By the hard skills standard, thirty years on the job earns you a presumption of competence at whatever the specialty is. BA, MBA, PCE, PMP, licenses and certificates. They all open gates because we take them as proof the holder is good at stuff.
Now we can place that person, and make assumptions about how much he or she matters.
While the tangible proofs of professional ability often are the objects of intense personal pride, they also have the aura of objectivity as you present yourself to the world. They are the currency of value in the competency marketplace.
But “soft” skills, conversely, are private and local, not easy to specify on the resume: “Excellent communicator – strong team worker – known as problem solver. . . .”
You talking about yourself? Yuck. Doesn’t work, not at all.
Interestingly, project managers argue
about this a lot. They occupy some of the hottest seats in the world of
management, so the issue needs careful examination.
Can you manage
projects without personal expertise in the particular specialty? How, for instance, can you know if your team members are giving you the straight story on what they’re into and how they’re doing?
Sometimes it seems the majority of my colleagues believe the only way to know is to be qualified in the work yourself. That way, no one can hoodwink you.
I have several problems with that line of thinking.
For one thing, it encourages the manager to roll up sleeves and get into the work too deeply. That is so much more satisfying, particularly if it takes your mind off the tangle of knottier issues elsewhere in the project.
More broadly, it would seem to limit a
person’s project work to his/her own specialty.
I happen to be an
English major with a 28-year career as a newspaper reporter, editor and manager.
What the hell am I doing consulting with people who manage projects in software
engineering, healthcare delivery, manufacturing and numerous other fields? Well, it’s been going OK for the last few decades. The project managers tell me they benefit, sometimes quite significantly, from our association. Why? Because I don’t consult on software, healthcare, etc. These managers usually are already quite knowledgeable in all that.
What bedevils them is the management part, and that’s what I do. Management is a specialty of its own, regardless of the field in which it is practiced. There obviously are differences among specialties – but there are differences (often far greater) between different organizations in the same industry.
The essence of the managerial
challenge, though, remains constant everywhere.
When I work
within an organization, or with groups of project managers from widely varied
industries, the most pervasive and difficult problems are almost certain to
arise in one area: The relationships with decision-makers.The clarity of decision-making too often is missing. So is communication – in both transmission of information and in meaningful attention to reports and requests. The top people often don’t understand each other, don’t agree . . . and make no particular effort to overcome the gaps.
Planning is a related area pitiful in the inadequacy of agreements, commitments, resource allocation and follow-through. Too frequently, there is avoidance and/or endless postponement in problem-solving.
The project manager must be the politician who gets the parties together, the decisions made and the work done.
It’s not all on the authority
stakeholders, of course. Project managers can fall short in building productive
relationships with their team members and others associated with their
projects. Assertive, explanatory speech is important, as are asking the right
questions and really listening to answers, queries and requests.
Negotiating,
problem-solving and conflict management are staples in the project manager’s
communication diet. Doing what you said you’d do trumps everything in the
action area, backed by consistent time management. Good listening is tops in
relationships.None of this comes easy – or at all, if a skilled project manager doesn’t make it happen.
Think about your own project management
experience. Where’s the grief? What are the greatest barriers to overcome?
One software
project manager dealt quickly with that question last week:“Technology? No problem – there’s always a solution. People? Now there’s the real problem.”
SOFT skills? We need some new language.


** EXERCISE OBJECTIVE **
Write the records below out again word for word, with the pictures removed.

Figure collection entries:
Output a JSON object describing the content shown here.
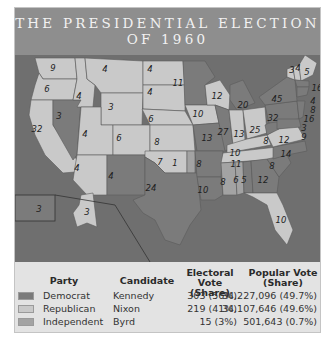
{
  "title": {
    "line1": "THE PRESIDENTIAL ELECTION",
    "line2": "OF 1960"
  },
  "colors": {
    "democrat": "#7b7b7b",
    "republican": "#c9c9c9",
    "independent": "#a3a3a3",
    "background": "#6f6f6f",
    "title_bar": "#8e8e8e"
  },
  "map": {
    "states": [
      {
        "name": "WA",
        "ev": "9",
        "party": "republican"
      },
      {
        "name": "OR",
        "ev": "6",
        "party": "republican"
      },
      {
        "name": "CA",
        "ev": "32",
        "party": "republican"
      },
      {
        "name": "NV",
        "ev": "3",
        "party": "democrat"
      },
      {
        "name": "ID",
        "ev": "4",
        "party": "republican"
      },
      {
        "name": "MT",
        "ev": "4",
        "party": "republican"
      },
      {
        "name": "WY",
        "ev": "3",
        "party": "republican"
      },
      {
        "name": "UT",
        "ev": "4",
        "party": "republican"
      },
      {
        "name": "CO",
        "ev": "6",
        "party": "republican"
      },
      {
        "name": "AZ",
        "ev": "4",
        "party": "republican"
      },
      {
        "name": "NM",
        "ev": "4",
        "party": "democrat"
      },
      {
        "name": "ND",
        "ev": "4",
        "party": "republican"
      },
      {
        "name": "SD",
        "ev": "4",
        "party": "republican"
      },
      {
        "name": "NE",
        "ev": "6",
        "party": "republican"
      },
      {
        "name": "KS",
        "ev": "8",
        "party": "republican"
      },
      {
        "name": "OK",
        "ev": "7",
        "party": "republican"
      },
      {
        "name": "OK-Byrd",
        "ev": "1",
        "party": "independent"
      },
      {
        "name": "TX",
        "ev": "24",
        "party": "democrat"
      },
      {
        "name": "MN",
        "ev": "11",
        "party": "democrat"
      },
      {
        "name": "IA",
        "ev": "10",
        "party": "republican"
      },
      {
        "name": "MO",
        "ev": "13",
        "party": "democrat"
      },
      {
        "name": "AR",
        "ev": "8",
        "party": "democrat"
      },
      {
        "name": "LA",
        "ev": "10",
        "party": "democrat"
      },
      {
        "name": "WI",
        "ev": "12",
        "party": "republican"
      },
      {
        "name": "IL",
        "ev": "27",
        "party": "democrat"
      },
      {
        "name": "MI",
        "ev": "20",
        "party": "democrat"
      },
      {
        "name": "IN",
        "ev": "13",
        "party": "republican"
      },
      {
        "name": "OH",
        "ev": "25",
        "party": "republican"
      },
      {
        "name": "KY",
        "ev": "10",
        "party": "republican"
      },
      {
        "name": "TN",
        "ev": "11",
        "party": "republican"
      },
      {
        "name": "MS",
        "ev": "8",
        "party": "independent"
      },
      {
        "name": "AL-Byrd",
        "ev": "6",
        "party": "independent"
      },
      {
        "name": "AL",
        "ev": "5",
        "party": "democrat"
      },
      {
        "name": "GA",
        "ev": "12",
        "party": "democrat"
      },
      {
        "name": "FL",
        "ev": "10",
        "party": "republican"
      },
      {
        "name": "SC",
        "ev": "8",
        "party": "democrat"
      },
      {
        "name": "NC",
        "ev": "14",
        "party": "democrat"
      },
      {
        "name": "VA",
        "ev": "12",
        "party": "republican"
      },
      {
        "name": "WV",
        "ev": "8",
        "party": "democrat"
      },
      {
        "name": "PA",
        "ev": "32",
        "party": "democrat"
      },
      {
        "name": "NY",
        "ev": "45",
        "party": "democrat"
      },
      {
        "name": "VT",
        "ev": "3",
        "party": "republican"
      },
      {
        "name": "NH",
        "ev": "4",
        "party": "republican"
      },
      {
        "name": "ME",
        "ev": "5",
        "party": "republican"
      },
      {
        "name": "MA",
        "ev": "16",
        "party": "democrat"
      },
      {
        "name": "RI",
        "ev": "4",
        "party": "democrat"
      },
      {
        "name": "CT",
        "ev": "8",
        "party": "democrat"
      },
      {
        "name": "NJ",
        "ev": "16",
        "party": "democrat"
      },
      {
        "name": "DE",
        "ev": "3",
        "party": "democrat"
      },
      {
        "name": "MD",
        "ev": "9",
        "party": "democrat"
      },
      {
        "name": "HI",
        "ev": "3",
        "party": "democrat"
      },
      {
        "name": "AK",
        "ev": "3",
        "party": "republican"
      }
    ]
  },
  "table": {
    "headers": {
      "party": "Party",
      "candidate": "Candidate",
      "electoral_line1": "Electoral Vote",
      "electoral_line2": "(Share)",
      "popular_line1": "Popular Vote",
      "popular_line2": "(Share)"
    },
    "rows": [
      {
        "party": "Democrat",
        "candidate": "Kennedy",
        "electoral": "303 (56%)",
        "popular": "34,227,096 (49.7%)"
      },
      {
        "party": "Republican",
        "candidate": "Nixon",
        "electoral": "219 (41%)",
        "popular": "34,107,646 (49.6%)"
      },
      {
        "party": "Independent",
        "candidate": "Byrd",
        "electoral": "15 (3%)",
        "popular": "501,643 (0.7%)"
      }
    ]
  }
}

** SOLVED PROBLEM **
Output a JSON object describing the content shown here.
{
  "title": {
    "line1": "THE PRESIDENTIAL ELECTION",
    "line2": "OF 1960"
  },
  "colors": {
    "democrat": "#7b7b7b",
    "republican": "#c9c9c9",
    "independent": "#a3a3a3",
    "background": "#6f6f6f",
    "title_bar": "#8e8e8e"
  },
  "map": {
    "states": [
      {
        "name": "WA",
        "ev": "9",
        "party": "republican"
      },
      {
        "name": "OR",
        "ev": "6",
        "party": "republican"
      },
      {
        "name": "CA",
        "ev": "32",
        "party": "republican"
      },
      {
        "name": "NV",
        "ev": "3",
        "party": "democrat"
      },
      {
        "name": "ID",
        "ev": "4",
        "party": "republican"
      },
      {
        "name": "MT",
        "ev": "4",
        "party": "republican"
      },
      {
        "name": "WY",
        "ev": "3",
        "party": "republican"
      },
      {
        "name": "UT",
        "ev": "4",
        "party": "republican"
      },
      {
        "name": "CO",
        "ev": "6",
        "party": "republican"
      },
      {
        "name": "AZ",
        "ev": "4",
        "party": "republican"
      },
      {
        "name": "NM",
        "ev": "4",
        "party": "democrat"
      },
      {
        "name": "ND",
        "ev": "4",
        "party": "republican"
      },
      {
        "name": "SD",
        "ev": "4",
        "party": "republican"
      },
      {
        "name": "NE",
        "ev": "6",
        "party": "republican"
      },
      {
        "name": "KS",
        "ev": "8",
        "party": "republican"
      },
      {
        "name": "OK",
        "ev": "7",
        "party": "republican"
      },
      {
        "name": "OK-Byrd",
        "ev": "1",
        "party": "independent"
      },
      {
        "name": "TX",
        "ev": "24",
        "party": "democrat"
      },
      {
        "name": "MN",
        "ev": "11",
        "party": "democrat"
      },
      {
        "name": "IA",
        "ev": "10",
        "party": "republican"
      },
      {
        "name": "MO",
        "ev": "13",
        "party": "democrat"
      },
      {
        "name": "AR",
        "ev": "8",
        "party": "democrat"
      },
      {
        "name": "LA",
        "ev": "10",
        "party": "democrat"
      },
      {
        "name": "WI",
        "ev": "12",
        "party": "republican"
      },
      {
        "name": "IL",
        "ev": "27",
        "party": "democrat"
      },
      {
        "name": "MI",
        "ev": "20",
        "party": "democrat"
      },
      {
        "name": "IN",
        "ev": "13",
        "party": "republican"
      },
      {
        "name": "OH",
        "ev": "25",
        "party": "republican"
      },
      {
        "name": "KY",
        "ev": "10",
        "party": "republican"
      },
      {
        "name": "TN",
        "ev": "11",
        "party": "republican"
      },
      {
        "name": "MS",
        "ev": "8",
        "party": "independent"
      },
      {
        "name": "AL-Byrd",
        "ev": "6",
        "party": "independent"
      },
      {
        "name": "AL",
        "ev": "5",
        "party": "democrat"
      },
      {
        "name": "GA",
        "ev": "12",
        "party": "democrat"
      },
      {
        "name": "FL",
        "ev": "10",
        "party": "republican"
      },
      {
        "name": "SC",
        "ev": "8",
        "party": "democrat"
      },
      {
        "name": "NC",
        "ev": "14",
        "party": "democrat"
      },
      {
        "name": "VA",
        "ev": "12",
        "party": "republican"
      },
      {
        "name": "WV",
        "ev": "8",
        "party": "democrat"
      },
      {
        "name": "PA",
        "ev": "32",
        "party": "democrat"
      },
      {
        "name": "NY",
        "ev": "45",
        "party": "democrat"
      },
      {
        "name": "VT",
        "ev": "3",
        "party": "republican"
      },
      {
        "name": "NH",
        "ev": "4",
        "party": "republican"
      },
      {
        "name": "ME",
        "ev": "5",
        "party": "republican"
      },
      {
        "name": "MA",
        "ev": "16",
        "party": "democrat"
      },
      {
        "name": "RI",
        "ev": "4",
        "party": "democrat"
      },
      {
        "name": "CT",
        "ev": "8",
        "party": "democrat"
      },
      {
        "name": "NJ",
        "ev": "16",
        "party": "democrat"
      },
      {
        "name": "DE",
        "ev": "3",
        "party": "democrat"
      },
      {
        "name": "MD",
        "ev": "9",
        "party": "democrat"
      },
      {
        "name": "HI",
        "ev": "3",
        "party": "democrat"
      },
      {
        "name": "AK",
        "ev": "3",
        "party": "republican"
      }
    ]
  },
  "table": {
    "headers": {
      "party": "Party",
      "candidate": "Candidate",
      "electoral_line1": "Electoral Vote",
      "electoral_line2": "(Share)",
      "popular_line1": "Popular Vote",
      "popular_line2": "(Share)"
    },
    "rows": [
      {
        "party": "Democrat",
        "candidate": "Kennedy",
        "electoral": "303 (56%)",
        "popular": "34,227,096 (49.7%)"
      },
      {
        "party": "Republican",
        "candidate": "Nixon",
        "electoral": "219 (41%)",
        "popular": "34,107,646 (49.6%)"
      },
      {
        "party": "Independent",
        "candidate": "Byrd",
        "electoral": "15 (3%)",
        "popular": "501,643 (0.7%)"
      }
    ]
  }
}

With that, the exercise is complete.